Telling over Showing
Show don’t tell they said. Who said? Everyone! Everyone? Well, perhaps not everyone... Because sometimes as a writer it’s better to tell.
Here’s when and why it's good to be a tattle-tell author.
Show don’t tell they said. Who said? Everyone! Everyone? Well, perhaps not everyone... Because sometimes as a writer it’s better to tell.
Telling can work alongside or in place of showing.
Here’s when and why it's good to be a tattle-tell author.
First Draft & Plotting
Telling will help you reach the hallowed ground of writing The End. Don’t waste time refining a scene showing the first kiss between your MC (main character) and love interest in the first draft. Instead, write They finally kiss, head butt and he gets a bleeding nose. It’s a disaster. She loves it. and move on.
NB: This scene must not remain told, however. Redraft it later with showing as it’s a pivotal, highly emotional scene.
Redrafting
Telling to Condense
• Cutting word count (editors aren't likely to buy a 100k word MG (8-12yrs readers)).
• Speeding up dragging, boring sections (beta readers will flag these).
• Time travel: you need to move the story forward in time, hours, days, a year…
• Pace variation: you want to vary pace, ebbing and flowing from short-to-the-point telling sentences and longer detailed showing paragraphs.
Telling for Focus
• Contrast helps the reader focus on what's important. By showing important events in the story and in turn telling the less important details, the spotlight is cast appropriately.
• Important characters' (not just your MC's) emotions can also be shown and again less important characters' can be told. That way the reader is clear on who to pay attention to.
Telling for Clarity of Meaning
A clear, telling statement can bring all your readers up to speed, even the unobservant ones who haven't noticed your brilliantly subtle clues thus far. And your bright, detective readers will enjoy the positive affirmation that they're on the right track.
Telling for Directional Shift
Pivoting focus. To take the story in an unexpected direction you can use telling as a device to pivot the path of events and in turn the reader's focus. Yes, someone dying in a car accident, your MC discovering their best friend has kissed their boyfriend (apparently I'm kissing obsessed) or they've failed their exams … are all HUGELY pivotal events. So you'd presume they must be shown. But not if the focus of the story is on how the characters go on to deal with the fall-out. In this case you might tell the reader what happened and focus on showing life after the pivotal moment.
Unreliable telling
Telling can be helpful if you have an unreliable narrator (writing in 1st person).
Have your protagonist tell the reader how things are and allow the surrounding characters and their interactions to show/reveal that the narrator may not be telling the truth.
Telling out of Necessity
Sometimes the dreaded background exposition must be told – keep it to a simple line or two from the narrator. Don't shoehorn that info into dialogue.
Championing the dark side of telling!
Yes, showing adds vibrancy, emotion and reader investment in your writing but for something to shine bright you need contrasting shadows. Telling along with showing creates depth and texture. This is equal-opportunities writing, where telling is just as important as showing.
I originally wrote a version of this piece for the Society of Children’s Book Authors and Illustrators’ (SCBWI’s) online magazine WORDS AND PICTURES as part of their KNOWHOW series. Check it out here. As a proud member of SCBWI, I recommend you join if you’re a children’s author or illustrator (or aspiring).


What you will do ->
The required result is each line of the entries below containing the string "swatch".

(Dataset rows about figures)
::::::::
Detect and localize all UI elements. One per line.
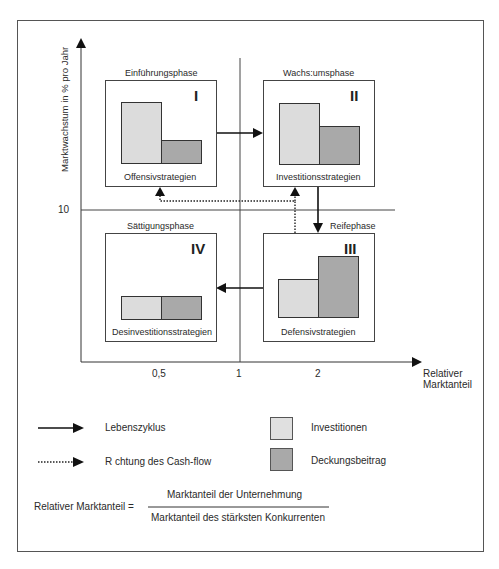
x-tick-0-5: 0,5 [152,368,166,379]
phase-iii-deckungsbeitrag-bar [318,256,359,318]
phase-i-name: Einführungsphase [125,68,198,78]
phase-i-numeral: I [194,87,198,104]
phase-iv-investitionen-bar [121,296,162,320]
phase-i-deckungsbeitrag-bar [161,140,202,164]
phase-i-strategy: Offensivstrategien [124,172,196,182]
phase-box-ii: II Investitionsstrategien [263,80,375,187]
phase-box-iii: III Defensivstrategien [263,233,375,342]
legend-investitionen: Investitionen [311,422,367,433]
arrow-i-to-ii-icon [253,128,263,138]
x-tick-1: 1 [236,368,242,379]
phase-box-i: I Offensivstrategien [105,80,217,187]
y-axis-arrowhead-icon [76,38,86,48]
phase-iii-strategy: Defensivstrategien [281,327,356,337]
phase-iii-numeral: III [344,240,357,257]
x-axis-arrowhead-icon [412,357,422,367]
legend-dotted-arrow-icon [73,457,84,467]
phase-iv-numeral: IV [191,240,205,257]
y-tick-10: 10 [58,204,69,215]
x-axis-title-line1: Relativer [423,368,462,379]
formula-numerator: Marktanteil der Unternehmung [167,489,302,500]
phase-iii-name: Reifephase [330,221,376,231]
formula-lhs: Relativer Marktanteil = [34,501,134,512]
cashflow-arrow-to-i-icon [155,187,165,196]
phase-box-iv: IV Desinvestitionsstrategien [105,233,217,342]
phase-i-investitionen-bar [121,102,162,164]
phase-ii-investitionen-bar [279,103,320,165]
legend-deckungsbeitrag-swatch [270,448,293,471]
legend-deckungsbeitrag: Deckungsbeitrag [311,455,386,466]
legend-solid-arrow-icon [73,423,84,433]
cashflow-arrow-to-ii-icon [290,187,300,196]
x-axis-title-line2: Marktanteil [423,379,472,390]
legend-investitionen-swatch [270,417,293,440]
legend-lebenszyklus: Lebenszyklus [105,422,166,433]
phase-ii-deckungsbeitrag-bar [319,126,360,165]
phase-iv-strategy: Desinvestitionsstrategien [112,327,212,337]
diagram-lines [0,0,499,569]
phase-iv-deckungsbeitrag-bar [161,296,202,320]
phase-ii-strategy: Investitionsstrategien [276,172,361,182]
formula-denominator: Marktanteil des stärksten Konkurrenten [151,512,325,523]
phase-ii-numeral: II [350,87,358,104]
phase-iv-name: Sättigungsphase [127,221,194,231]
phase-ii-name: Wachs:umsphase [283,68,354,78]
arrow-iii-to-iv-icon [216,283,226,293]
x-tick-2: 2 [315,368,321,379]
arrow-ii-to-iii-icon [313,223,323,233]
phase-iii-investitionen-bar [278,279,319,318]
y-axis-title: Marktwachstum in % pro Jahr [59,47,70,172]
legend-cashflow: R chtung des Cash-flow [105,456,211,467]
::::::::
Result below ->
legend-deckungsbeitrag-swatch [270,448,293,471]
legend-investitionen-swatch [270,417,293,440]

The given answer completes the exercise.